I’m a Microsoft Engineer by trade. What I don’t do is program lol
I have a windows 10 machine dedicated to my theater with a Nvidia 3090.
For the past few months I have been using it with MadVR installed with Video Processor. The reason I switched back to JRiver was because I wanted the latest version of MadVR. When using VP I could only use version 113.
I do have a Plex server setup on my Unraid NAS and a Emby server setup as well. These are dockers in Unraid.
When I was using the PC as a Video Processor I ran everything through it with a capture card installed.
Okay rad. I'm more of a programmer now than I used to be but, I got this early stuff setup long before I was competent.
To get started like with the least amount of effort, you're gonna want to make a 'button' for the Emby / Plex web ui. You'll do this with a user script which injects a button and runs a function. I can see if I still have my code (haven't used emby or whatever for movies in a long time) but I'll explain what you do. You can in theory do this entirely in a browser, I found it easier to spin up a helper service (since I needed the focus / window control on the target playback systems anyways)
On a page for say a movie in Emby or Plex, you're gonna want to get the id of the media item, then you're gonna issue a request to the Emby/Plex api to get information about that id, from that response, you get the file path, so you can now transform that path as needed (since you may be accessing it over SMB or the docker may see different paths internally) to send to JRiver with an MCWS request. You find a place to inject your button (I just did it next to the other play / resume buttons) and then when you click it, it can run your function.
Since I often have multiple versions of a movie and every film has an IMDB id, when I would request the specific item by ID, i'd pull the IMDB from it, and query for THAT within my library, giving me all the versions of said movie, then id sort them (largest, and then if the top matches are relatively similar in size, I pick the newest).
That's the most simple way to handle it. For a full 'experience' you'll want an application on target systems that can handle spawning and destructing JRiver plus whatever UI you want to use and managing the focus between them.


- WHAT TO PRODUCE -
Scan the material below for every line with the string "Refresh", and copy those lines.

* * *

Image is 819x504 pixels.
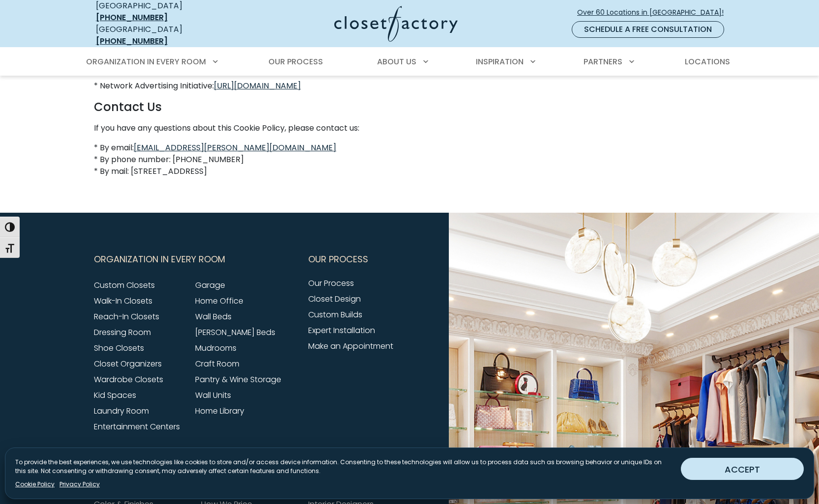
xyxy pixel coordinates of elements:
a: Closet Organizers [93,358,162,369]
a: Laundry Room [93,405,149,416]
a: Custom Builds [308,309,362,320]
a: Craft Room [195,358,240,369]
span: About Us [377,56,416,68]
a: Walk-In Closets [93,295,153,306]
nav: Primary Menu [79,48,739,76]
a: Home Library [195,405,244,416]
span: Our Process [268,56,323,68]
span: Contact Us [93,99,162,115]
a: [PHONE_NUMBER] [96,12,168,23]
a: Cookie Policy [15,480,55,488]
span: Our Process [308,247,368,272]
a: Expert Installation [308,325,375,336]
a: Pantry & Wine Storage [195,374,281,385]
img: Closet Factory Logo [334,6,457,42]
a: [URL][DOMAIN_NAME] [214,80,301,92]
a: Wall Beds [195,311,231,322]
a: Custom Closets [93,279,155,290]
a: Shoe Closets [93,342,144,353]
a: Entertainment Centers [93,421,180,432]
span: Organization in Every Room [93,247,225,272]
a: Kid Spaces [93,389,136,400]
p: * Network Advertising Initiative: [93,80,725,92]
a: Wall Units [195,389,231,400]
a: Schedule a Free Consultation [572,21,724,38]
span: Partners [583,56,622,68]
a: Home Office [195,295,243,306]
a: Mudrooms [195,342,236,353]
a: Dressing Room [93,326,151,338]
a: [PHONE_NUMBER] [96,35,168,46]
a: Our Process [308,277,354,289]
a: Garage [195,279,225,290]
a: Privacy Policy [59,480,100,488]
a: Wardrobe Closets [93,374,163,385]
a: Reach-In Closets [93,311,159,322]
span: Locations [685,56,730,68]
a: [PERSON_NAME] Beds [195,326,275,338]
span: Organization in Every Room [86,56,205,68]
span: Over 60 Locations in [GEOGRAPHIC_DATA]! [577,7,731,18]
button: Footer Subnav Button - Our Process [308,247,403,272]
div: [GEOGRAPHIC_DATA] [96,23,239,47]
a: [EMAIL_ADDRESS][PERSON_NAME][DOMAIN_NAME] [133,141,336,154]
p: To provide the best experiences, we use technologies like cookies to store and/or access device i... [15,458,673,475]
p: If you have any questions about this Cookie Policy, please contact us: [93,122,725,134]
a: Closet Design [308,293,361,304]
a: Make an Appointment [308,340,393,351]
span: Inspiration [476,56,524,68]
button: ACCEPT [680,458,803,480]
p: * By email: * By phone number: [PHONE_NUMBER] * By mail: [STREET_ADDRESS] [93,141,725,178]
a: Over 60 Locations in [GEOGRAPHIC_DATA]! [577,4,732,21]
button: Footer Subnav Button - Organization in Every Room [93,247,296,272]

* * *

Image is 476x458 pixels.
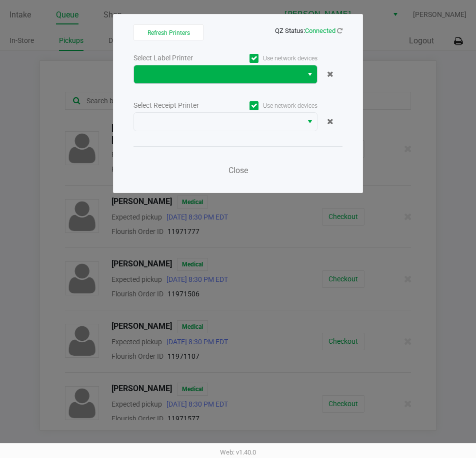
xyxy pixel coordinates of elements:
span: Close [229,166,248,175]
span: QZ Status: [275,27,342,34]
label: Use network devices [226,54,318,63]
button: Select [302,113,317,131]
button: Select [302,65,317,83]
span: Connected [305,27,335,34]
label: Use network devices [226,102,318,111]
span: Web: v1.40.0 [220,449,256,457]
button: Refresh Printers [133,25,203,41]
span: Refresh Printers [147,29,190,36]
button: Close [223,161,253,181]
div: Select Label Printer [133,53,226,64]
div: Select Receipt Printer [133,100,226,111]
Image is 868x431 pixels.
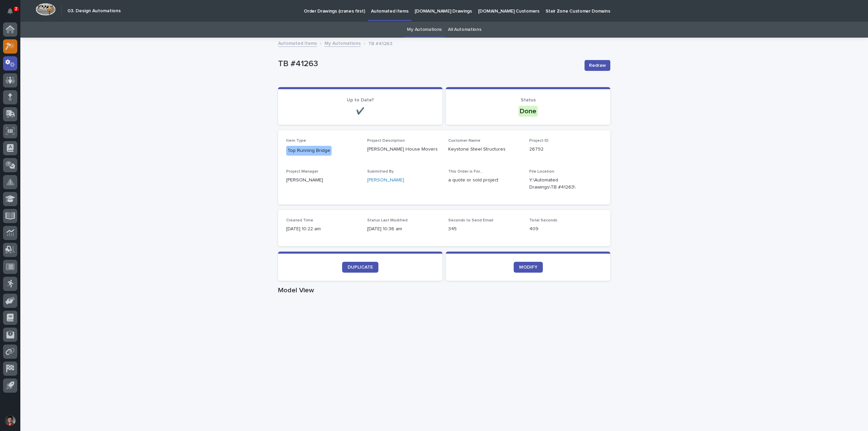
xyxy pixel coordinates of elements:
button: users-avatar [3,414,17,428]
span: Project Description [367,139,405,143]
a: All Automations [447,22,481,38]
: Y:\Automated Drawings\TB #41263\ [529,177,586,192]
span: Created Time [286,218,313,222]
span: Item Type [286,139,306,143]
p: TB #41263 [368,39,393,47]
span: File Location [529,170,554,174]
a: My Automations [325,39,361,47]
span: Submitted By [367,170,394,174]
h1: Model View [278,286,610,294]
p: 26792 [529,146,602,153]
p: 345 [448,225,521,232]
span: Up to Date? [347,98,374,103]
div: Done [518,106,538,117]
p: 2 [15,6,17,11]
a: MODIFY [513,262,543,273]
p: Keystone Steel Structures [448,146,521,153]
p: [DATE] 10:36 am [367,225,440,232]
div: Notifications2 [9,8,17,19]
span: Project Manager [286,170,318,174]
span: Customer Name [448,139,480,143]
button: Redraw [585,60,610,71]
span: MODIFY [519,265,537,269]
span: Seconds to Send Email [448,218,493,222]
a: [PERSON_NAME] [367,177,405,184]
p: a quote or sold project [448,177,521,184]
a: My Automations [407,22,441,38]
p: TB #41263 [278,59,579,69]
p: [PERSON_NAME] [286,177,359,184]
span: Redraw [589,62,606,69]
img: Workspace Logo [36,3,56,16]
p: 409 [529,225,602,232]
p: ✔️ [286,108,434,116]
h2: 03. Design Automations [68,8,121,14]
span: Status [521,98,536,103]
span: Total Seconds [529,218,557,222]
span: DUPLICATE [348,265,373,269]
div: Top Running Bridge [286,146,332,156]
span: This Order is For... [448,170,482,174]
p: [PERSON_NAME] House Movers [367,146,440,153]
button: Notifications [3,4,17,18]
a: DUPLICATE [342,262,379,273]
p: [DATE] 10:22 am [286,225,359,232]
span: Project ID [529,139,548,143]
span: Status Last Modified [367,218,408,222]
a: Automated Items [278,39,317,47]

* * *

- RESPONSE AREA -
button: Refresh Printers [133,25,203,41]
span: Refresh Printers [147,29,190,36]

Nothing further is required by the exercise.